I have been there. I mean food can be moving on the plate and.

Speaker 3

They eat it. So what is really the problem. It's a social agreement, nothing else than that. It's just a social agreement. But we took this as an absolute truth and it's not. And the moment that you disassemble it, then reality doesn't have any sense. I have heard here and there things like, for example, or women's are writing so much better than men these days. This is not

only something that is happening in Latin America. I'm saying because I thought it was only in Latin America, But then when you start to travel around festivals, in international festival around the world, this is a topic that is floating around. Suddenly women's are publishing the same or even.

Speaker 4

More than the men.

Speaker 3

And this is very interesting because some people call this a boom, and this is not a boom. This is what the half of the other half of the humanity have been writing. It's just that now they are publishing them.
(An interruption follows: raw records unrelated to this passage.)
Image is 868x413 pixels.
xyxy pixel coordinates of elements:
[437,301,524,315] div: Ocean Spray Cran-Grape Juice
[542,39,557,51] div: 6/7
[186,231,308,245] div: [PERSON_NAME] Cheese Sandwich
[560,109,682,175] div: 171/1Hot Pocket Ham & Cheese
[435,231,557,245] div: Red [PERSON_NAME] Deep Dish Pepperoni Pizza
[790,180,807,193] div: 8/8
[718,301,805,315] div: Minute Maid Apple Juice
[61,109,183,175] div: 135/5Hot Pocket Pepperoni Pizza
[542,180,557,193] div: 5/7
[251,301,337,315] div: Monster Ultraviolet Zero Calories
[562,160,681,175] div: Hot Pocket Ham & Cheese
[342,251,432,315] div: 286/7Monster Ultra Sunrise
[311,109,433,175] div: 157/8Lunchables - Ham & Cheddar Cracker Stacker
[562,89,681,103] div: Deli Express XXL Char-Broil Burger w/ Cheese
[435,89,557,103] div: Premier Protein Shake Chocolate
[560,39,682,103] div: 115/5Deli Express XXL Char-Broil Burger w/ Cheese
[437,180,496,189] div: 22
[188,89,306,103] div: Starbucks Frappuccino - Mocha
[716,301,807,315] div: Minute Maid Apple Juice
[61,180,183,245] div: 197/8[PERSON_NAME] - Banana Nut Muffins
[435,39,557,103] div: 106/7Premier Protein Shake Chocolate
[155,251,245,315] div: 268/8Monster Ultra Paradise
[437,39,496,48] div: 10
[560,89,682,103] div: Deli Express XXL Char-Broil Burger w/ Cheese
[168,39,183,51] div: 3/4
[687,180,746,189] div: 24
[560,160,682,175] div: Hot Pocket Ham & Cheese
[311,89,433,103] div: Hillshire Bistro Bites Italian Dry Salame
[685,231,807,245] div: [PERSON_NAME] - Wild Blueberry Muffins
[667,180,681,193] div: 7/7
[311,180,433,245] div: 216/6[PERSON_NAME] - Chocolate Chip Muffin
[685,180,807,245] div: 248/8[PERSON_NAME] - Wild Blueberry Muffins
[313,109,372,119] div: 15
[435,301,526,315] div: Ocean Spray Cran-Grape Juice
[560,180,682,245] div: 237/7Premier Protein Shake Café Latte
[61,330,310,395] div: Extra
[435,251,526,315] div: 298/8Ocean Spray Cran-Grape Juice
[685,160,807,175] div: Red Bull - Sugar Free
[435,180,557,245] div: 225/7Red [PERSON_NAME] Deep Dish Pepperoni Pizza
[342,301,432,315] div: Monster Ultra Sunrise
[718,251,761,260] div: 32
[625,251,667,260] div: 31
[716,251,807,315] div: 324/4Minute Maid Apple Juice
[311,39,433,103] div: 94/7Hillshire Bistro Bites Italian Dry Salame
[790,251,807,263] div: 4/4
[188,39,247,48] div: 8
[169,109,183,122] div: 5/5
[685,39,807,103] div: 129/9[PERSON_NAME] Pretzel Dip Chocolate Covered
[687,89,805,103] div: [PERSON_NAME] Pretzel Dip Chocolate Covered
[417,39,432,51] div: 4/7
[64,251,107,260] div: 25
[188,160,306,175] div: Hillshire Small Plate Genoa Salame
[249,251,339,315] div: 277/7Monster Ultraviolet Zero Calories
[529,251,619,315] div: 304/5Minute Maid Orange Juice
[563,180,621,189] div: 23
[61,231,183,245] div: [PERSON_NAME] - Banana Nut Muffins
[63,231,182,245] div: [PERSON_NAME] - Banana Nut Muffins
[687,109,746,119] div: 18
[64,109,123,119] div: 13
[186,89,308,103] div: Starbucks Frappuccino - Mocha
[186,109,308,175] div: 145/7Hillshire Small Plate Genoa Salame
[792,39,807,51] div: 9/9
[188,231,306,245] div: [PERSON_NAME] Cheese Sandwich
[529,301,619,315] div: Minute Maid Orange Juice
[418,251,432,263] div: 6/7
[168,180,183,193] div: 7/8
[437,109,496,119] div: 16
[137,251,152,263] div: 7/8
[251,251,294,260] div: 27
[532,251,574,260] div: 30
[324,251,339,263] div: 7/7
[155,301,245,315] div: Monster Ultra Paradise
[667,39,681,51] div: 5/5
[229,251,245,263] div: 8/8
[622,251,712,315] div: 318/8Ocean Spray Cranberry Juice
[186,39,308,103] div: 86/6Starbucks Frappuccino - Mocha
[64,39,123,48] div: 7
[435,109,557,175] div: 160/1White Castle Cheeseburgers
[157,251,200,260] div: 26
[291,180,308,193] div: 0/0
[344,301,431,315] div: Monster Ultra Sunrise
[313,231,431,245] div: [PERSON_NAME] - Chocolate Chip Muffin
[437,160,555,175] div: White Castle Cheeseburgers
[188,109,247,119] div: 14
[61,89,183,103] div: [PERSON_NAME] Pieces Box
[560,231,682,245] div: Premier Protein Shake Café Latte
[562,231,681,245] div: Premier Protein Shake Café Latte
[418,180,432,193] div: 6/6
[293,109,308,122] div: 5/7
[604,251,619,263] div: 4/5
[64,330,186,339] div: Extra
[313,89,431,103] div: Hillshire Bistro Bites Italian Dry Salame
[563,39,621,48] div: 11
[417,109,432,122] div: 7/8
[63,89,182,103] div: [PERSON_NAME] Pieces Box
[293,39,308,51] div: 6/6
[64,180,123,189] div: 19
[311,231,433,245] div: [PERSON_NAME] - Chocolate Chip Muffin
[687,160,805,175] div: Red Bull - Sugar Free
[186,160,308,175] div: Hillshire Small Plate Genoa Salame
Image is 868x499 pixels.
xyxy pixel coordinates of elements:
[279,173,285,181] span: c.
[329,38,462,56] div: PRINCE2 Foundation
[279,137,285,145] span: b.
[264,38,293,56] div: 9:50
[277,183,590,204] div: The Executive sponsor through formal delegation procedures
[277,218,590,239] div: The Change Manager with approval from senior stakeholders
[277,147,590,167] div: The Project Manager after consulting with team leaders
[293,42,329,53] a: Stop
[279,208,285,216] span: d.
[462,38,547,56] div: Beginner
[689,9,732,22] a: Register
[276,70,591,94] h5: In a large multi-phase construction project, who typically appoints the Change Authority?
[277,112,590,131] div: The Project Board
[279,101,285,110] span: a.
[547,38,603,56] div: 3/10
So I feel like grateful maybe or exciting about the idea of sharing this moment with these authors.

Speaker 4

We are so different.

Speaker 3

You have someone like Gabriela Cavison, who is playing in such a brave way with language, or Claudia Pineiro, who goes through a completely different perspective, or Margaritaria Robaso, who has this super subtle and intimate realism about women. Or you have Gabrillabinar, who doesn't have anything to do with the three that I have just named. So it's very

hard to classify us as a movement. What is true is that women in literature have been a minority up to very short time ago, and as a minority, you always came to the canon with a lot of new news.

Speaker 4

You know.

Speaker 3

It's like, we have this to say, and that's to say, and we have this story about this weekend, with our own stories, with our own paints, even I would say, with our own tradition.

Speaker 4

So it's not better, it's just new.

Speaker 3

We have so many things to say.

Speaker 1

This episode was produced by Victoria Estrada and Martin Martinez. It was edited by Sarah White Scottochak. It was mixed by Julia Caruso. The Latino USA team also includes Renaldo Leanos Junior, Andrea Lopez Cruzado, Flodi mar Marquez, Mike Sargent, Neur Saudi, and Nancy Trujillo. Penilei Ramidez is our co executive producer. Our director of engineering is Stephanie Lebau. Our marketing manager is Res Luna. Our theme music was composed

by Ze Ruinos. I'm your host and executive producer Mariao Josa. Join us again on our next episode. In the meantime, remember look for us on social media. I will see you there and as always and forever bye.

Speaker 5

Latino USA is made possible in part by New York Women's Foundation. The New York Women's Foundation, funding women leaders that build solutions in their communities, and celebrating thirty years of radical generosity, the John D. And Catherine T. MacArthur Foundation and the Ford Foundation, working with visionaries on the front lines of social change worldwide.